[Try it] Each entry should be copied as it stands, leaving the pictures behind.
=== Record excerpts ===
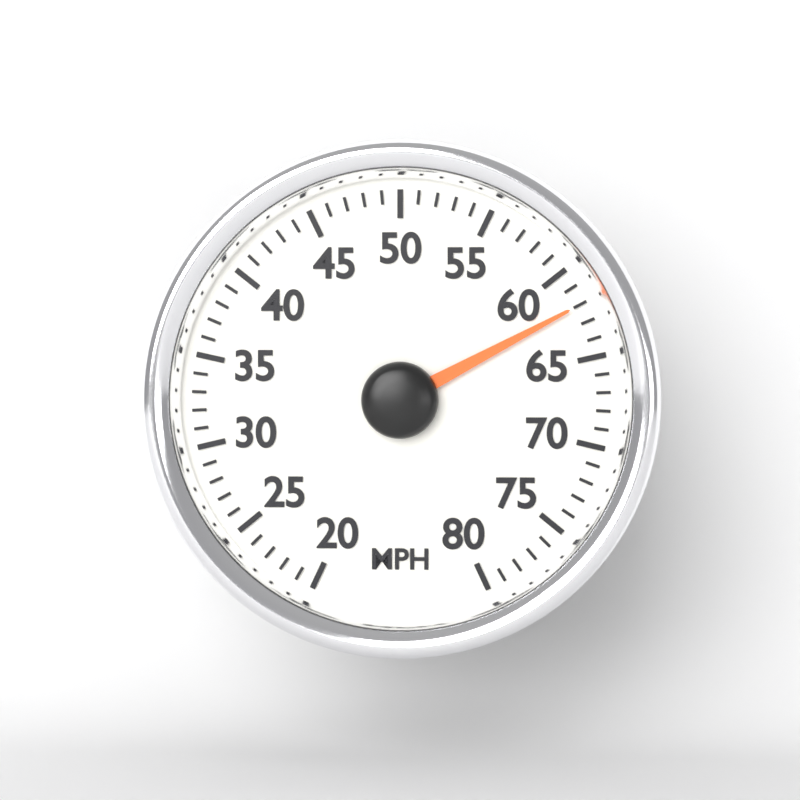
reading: 62 MPH
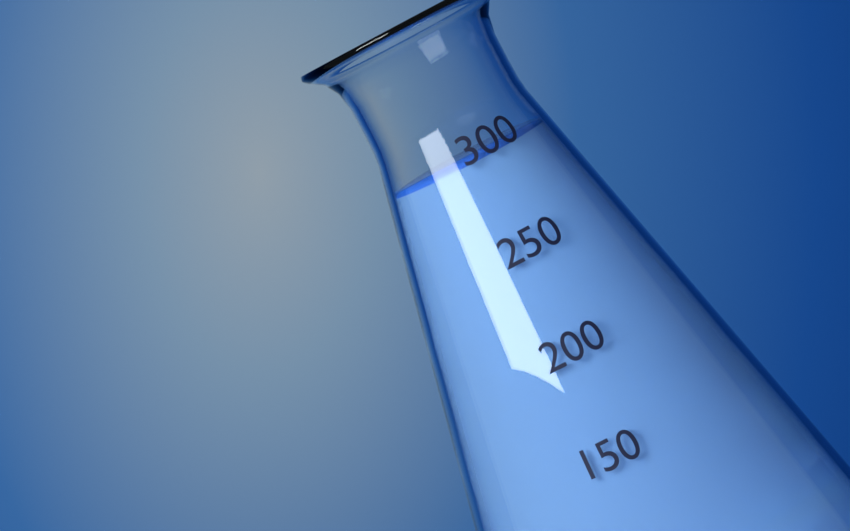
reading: 295 (no unit)
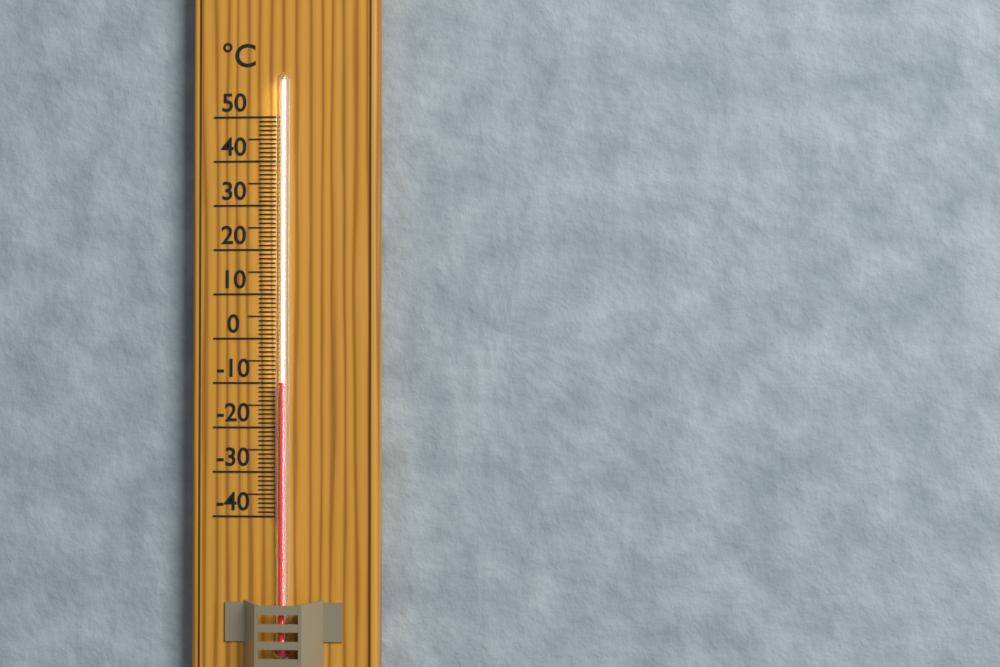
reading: -10 °C
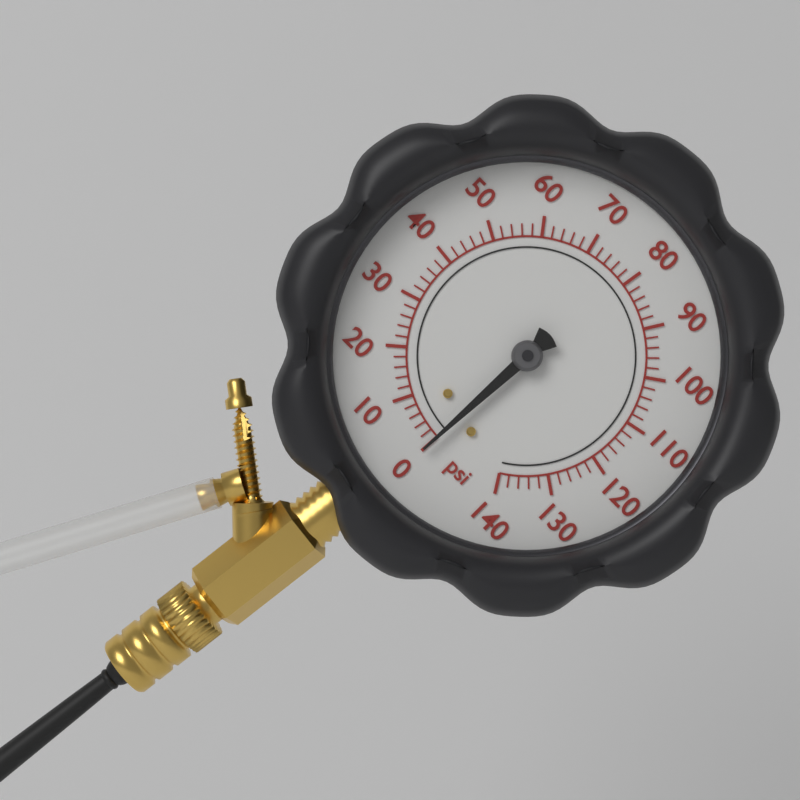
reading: 0 psi
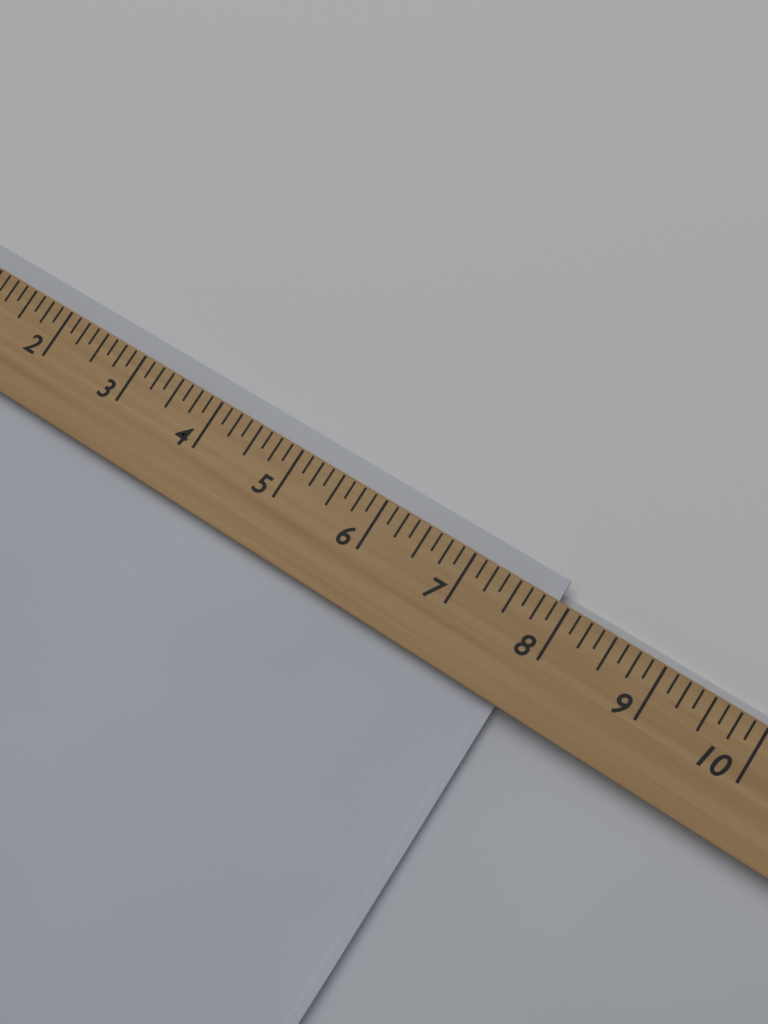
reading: 7.875 (no unit)
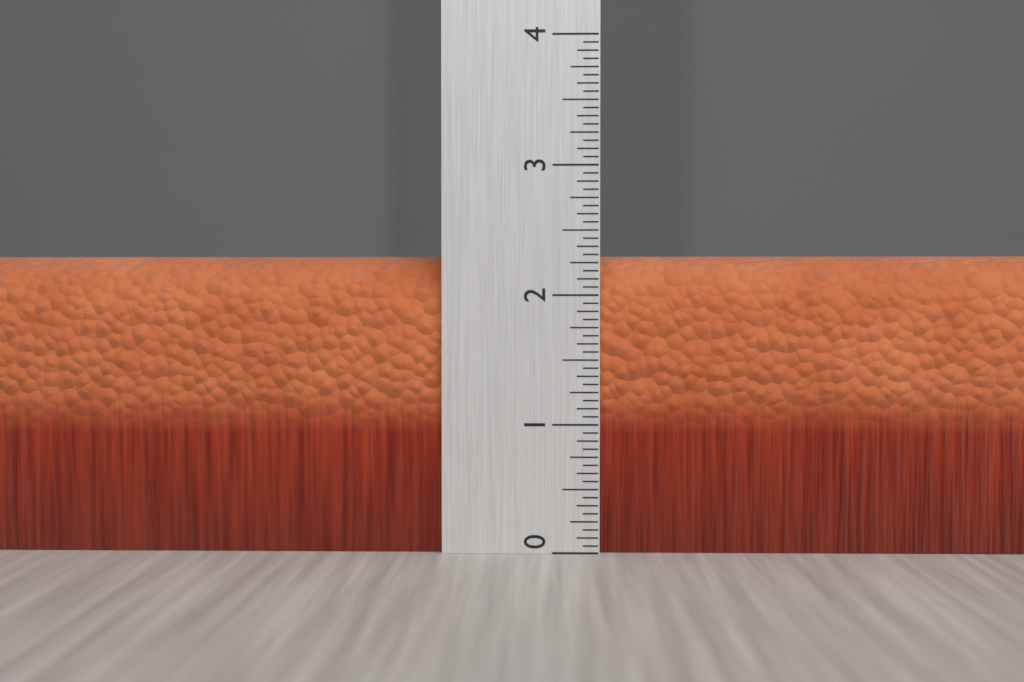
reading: 2.3125 (no unit)
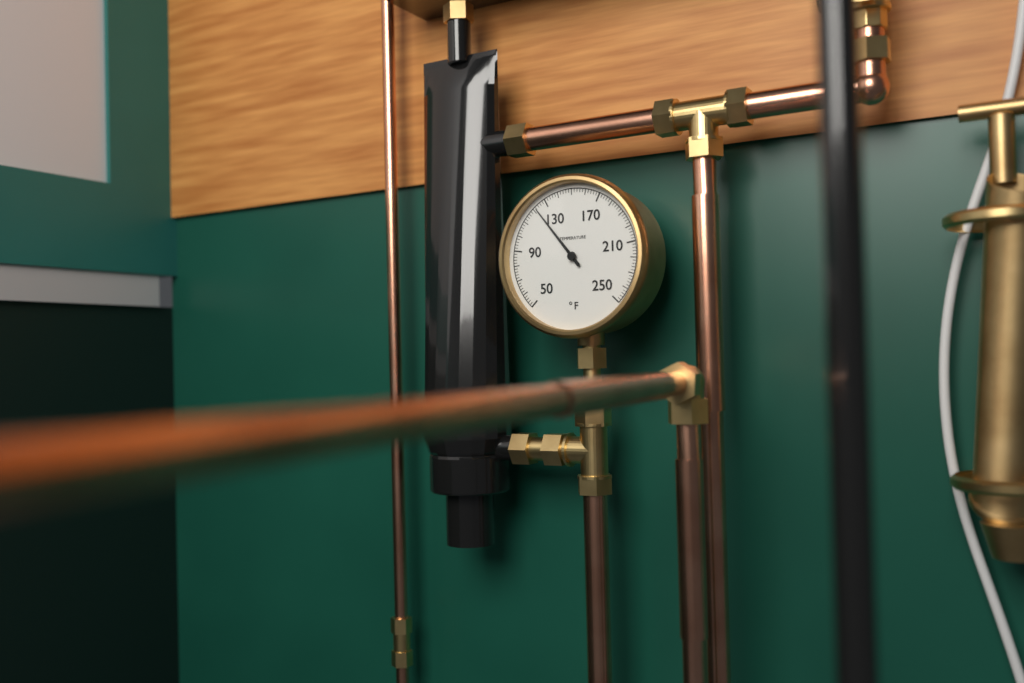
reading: 122 °F
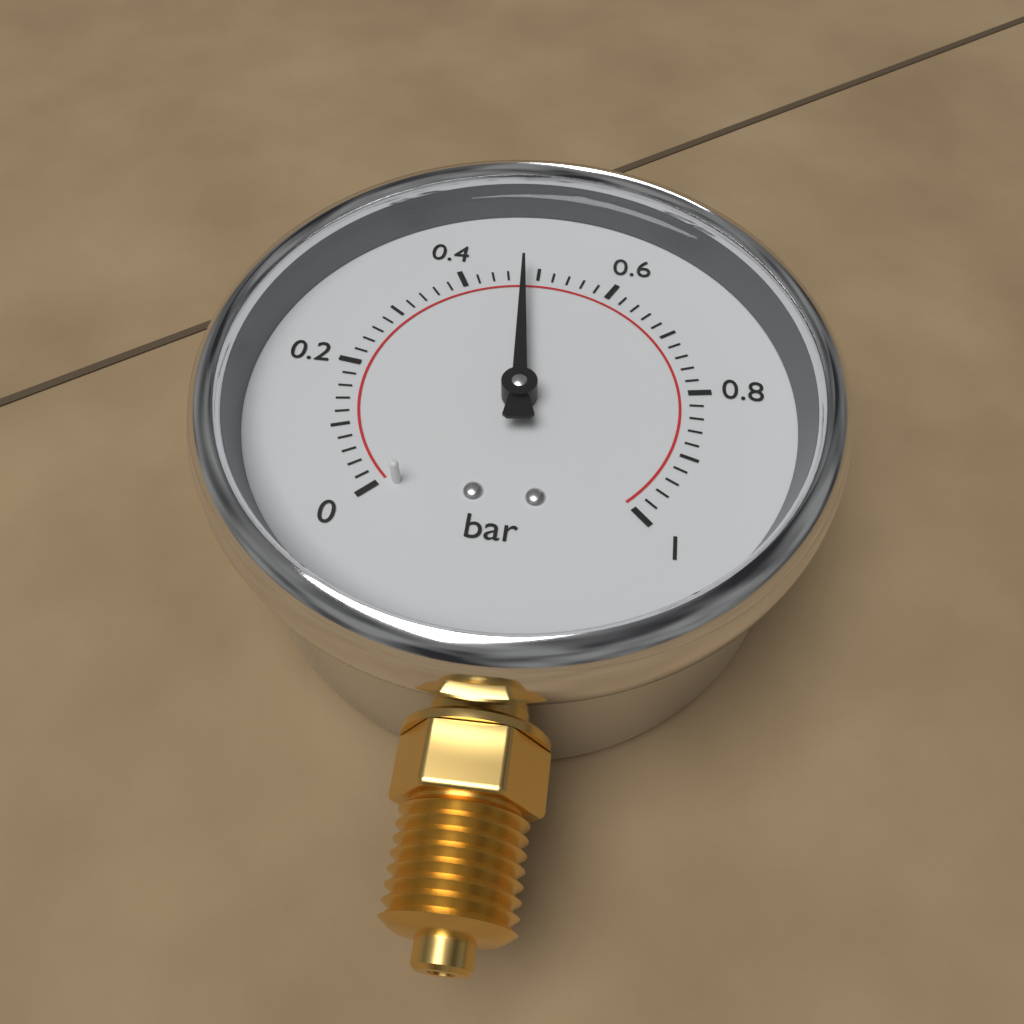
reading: 0.48 bar
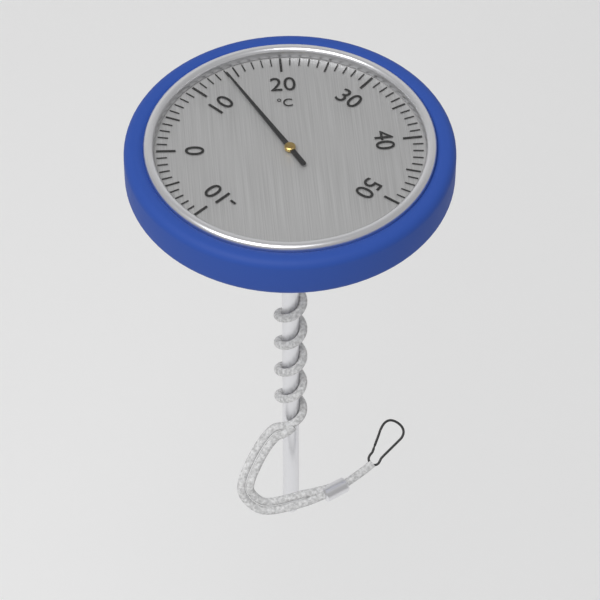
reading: 14 °C
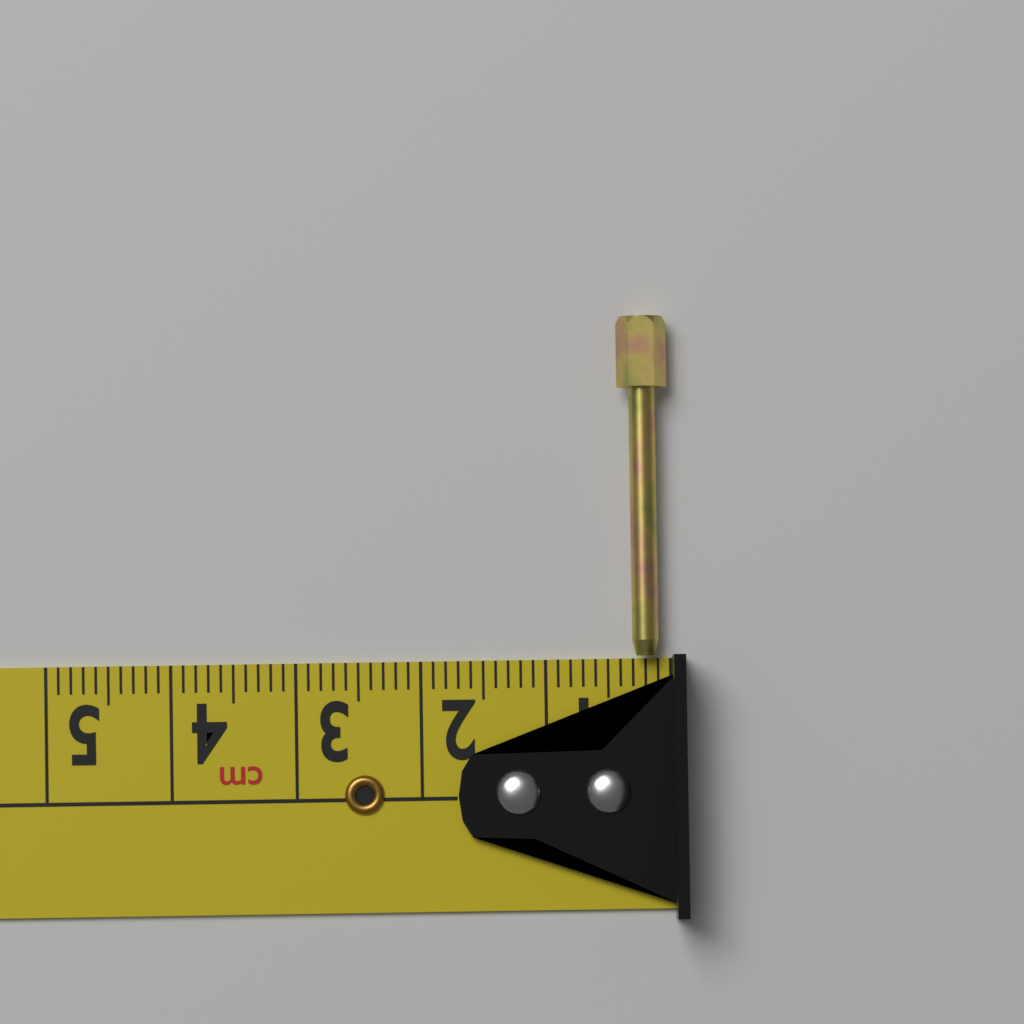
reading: 0.4 cm
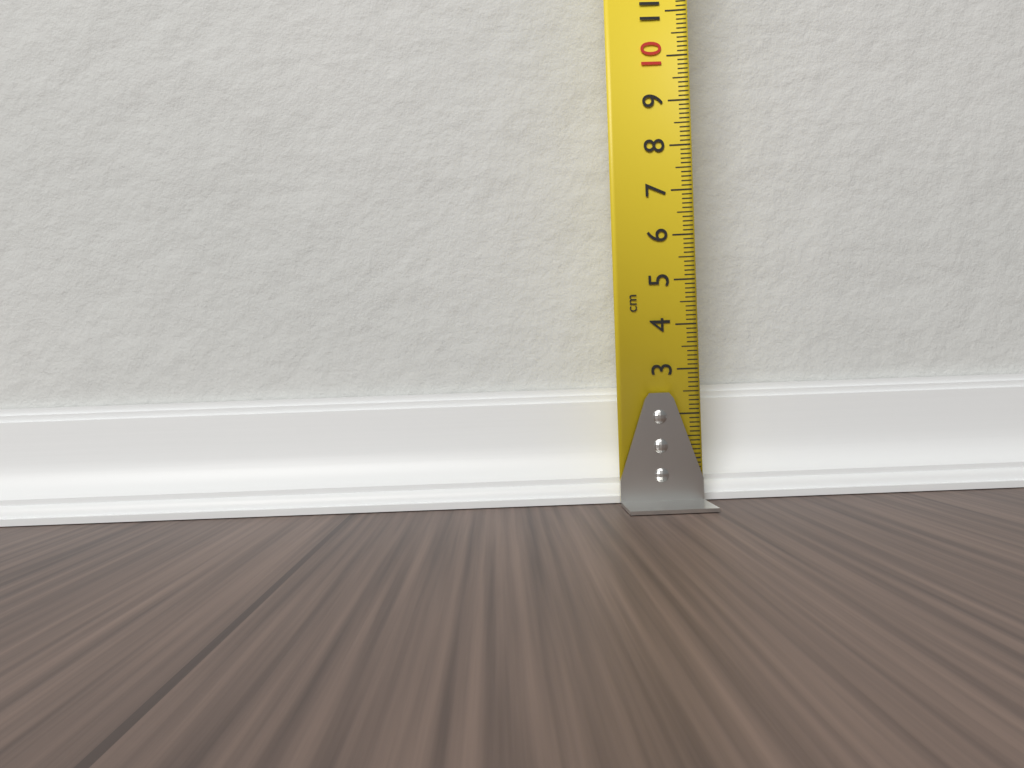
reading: 2.6 cm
===
[Task solution]
reading: 62 MPH
reading: 295 (no unit)
reading: -10 °C
reading: 0 psi
reading: 7.875 (no unit)
reading: 2.3125 (no unit)
reading: 122 °F
reading: 0.48 bar
reading: 14 °C
reading: 0.4 cm
reading: 2.6 cm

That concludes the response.